Also restructures the mode determination as discussed on IRC.
I tried to simplify the code too, while keeping the original
semantics except for the case of --color=always.
It's desirable to run some tests all the time, for example
test-check-pyflakes.t and test-check-code-hg.py. This allows passing
--whitelist as a path to a file (flag can be specified more than once)
which contains a list of files to whitelist. Whitelisted tests are run
even if they're blacklisted or wouldn't match a --keyword test
run. For example, to do a quick test of usehttp2, one can now do
$ cat > test-whitelist <<EOF
> test-check-pyflakes.t
> test-check-code-hg.py
> EOF
$ (cd tests && ./run-tests.py --extra-config-opt 'ui.usehttp2=true'
> -k http -j 8 --whitelist test-whitelist)
and have all http-specific tests run as well as the two code linters.
This includes all affected files, so it can be used for an extended view of
the files or as a replacement for the filenodelink and filenolink templates.
Previously, pull would not update if new branch heads were received,
whereas pull && update would move to the tipmost branch head.
Also change the "crosses branches" abort in merge.update from
"crosses branches (merge branches or use --check to force update)"
to
"crosses branches (merge branches or update --check to force update)"
since it can no longer assume the user is running hg update.
The internal list representation of guards was leaking into the
output. The guards were always printed using repr(guard) and that
style was kept.
When "hg qguard -l" prints several guards for a patch, it does so by
joining the names with " " and that style was used for the error
messages too.
workingctx.remove(list, unlink=True) is unsuited here, because it does too
much: it also unlinks added files. But the command 'hg remove' is specified
to *never* unlink added files.
Instead, we now unlink the files at the commands.remove level (if --after was
not specified) and use workingctx.forget for all files.
As an added bonus, this happens to eliminate a wlock acquire/release pair,
since the previous implementation caused
acquire wlock
release wlock
acquire wlock
release wlock
where the first pair of acquire/release was caused by the workingctx.forget
call, and the second by the workingctx.remove call.

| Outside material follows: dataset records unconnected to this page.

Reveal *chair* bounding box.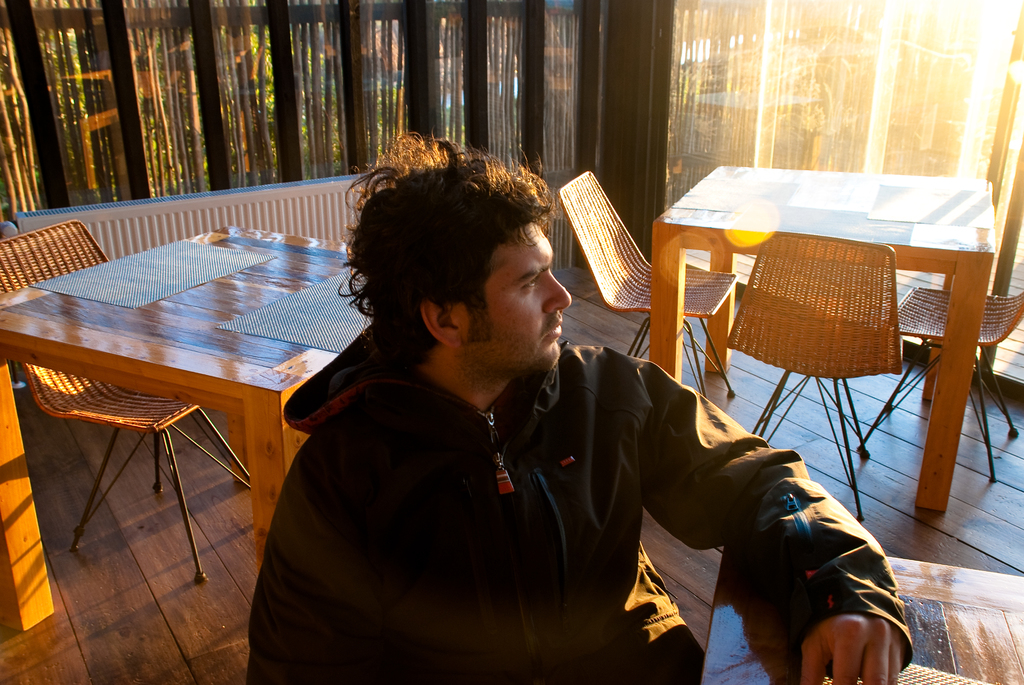
Revealed: (556,164,738,413).
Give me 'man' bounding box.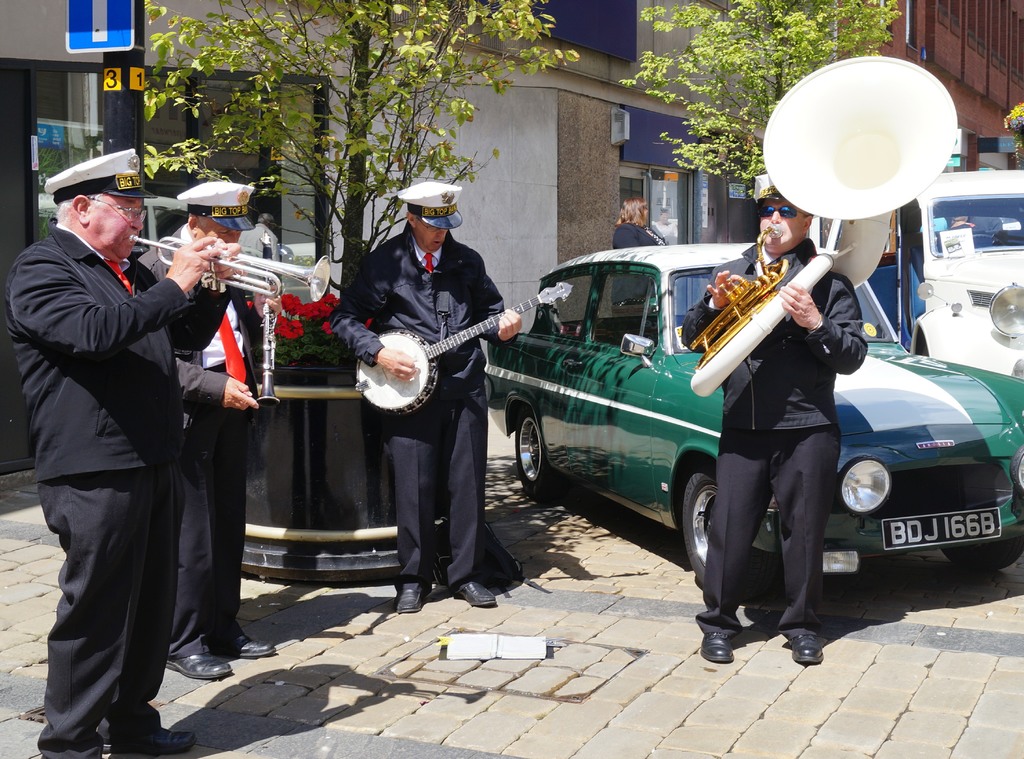
{"left": 136, "top": 176, "right": 284, "bottom": 680}.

Without the blank line, the minirst parser renders
Term-1
Line-1
Line-2
Term-2
Line-1
as
Term-1
Line-1
Line-2 Term-2 Line-1
because the second term is seen as a paragraph.
git patches may require copies to be handled out-of-order. For instance, take
the following sequence:
* modify a
* copy a into b
Here, we have to generate b from a before its modification. To do so,
applydiff() was scanning for copy metadata and performing the copies before
processing the other changes in-order. While smart and efficient, this approach
complicates things by handling file copies and file creations at different
places and times. While a new file must not exist before being patched a copied
file already exists before applying the first hunk.
Instead of copying the files at their final destination before patching, we
store them in a temporary file location and retrieve them when patching. The
filestore always stores file content in real files but nothing prevents adding
a cache layer. The filestore class was kept separate from fsbackend for at
least two reasons:
- This class is likely to be reused as a temporary result store for a future
repository patching call (entries just have to be extended to contain copy
sources).
- Delegating this role to backends might be more efficient in a repository
backend case: the source files are already available in the repository itself
and do not need to be copied again. It also means that third-parties backend
would have to implement two other methods. If we ever decide to merge the
filestore feature into backend, a minimalistic approach would be to compose
with filestore directly. Keep in mind this copy overhead only applies for
copy/rename sources, and may even be reduced to copy sources which have to
handled ahead of time.
The patcher has to know if a file is being created or removed to check if the
target already exists, or to actually unlink the file when a hunk emptying it
is applied. This was done by embedding the creation/removal information in the
first (and only) hunk attached to the file.
There are two problems with this approach:
- creation/removal is really a property of the file being patched and not its
hunk.
- for regular patches, file creation cannot be deduced at parsing time: there
are case where the *stripped* file paths must be compared. Modifying hunks
after their creation is clumsy and prevent further refactorings related to
copies handling.
Instead, we delegate this job to selectfile() which has all the relevant
information, and remove the hunk createfile() and rmfile() methods.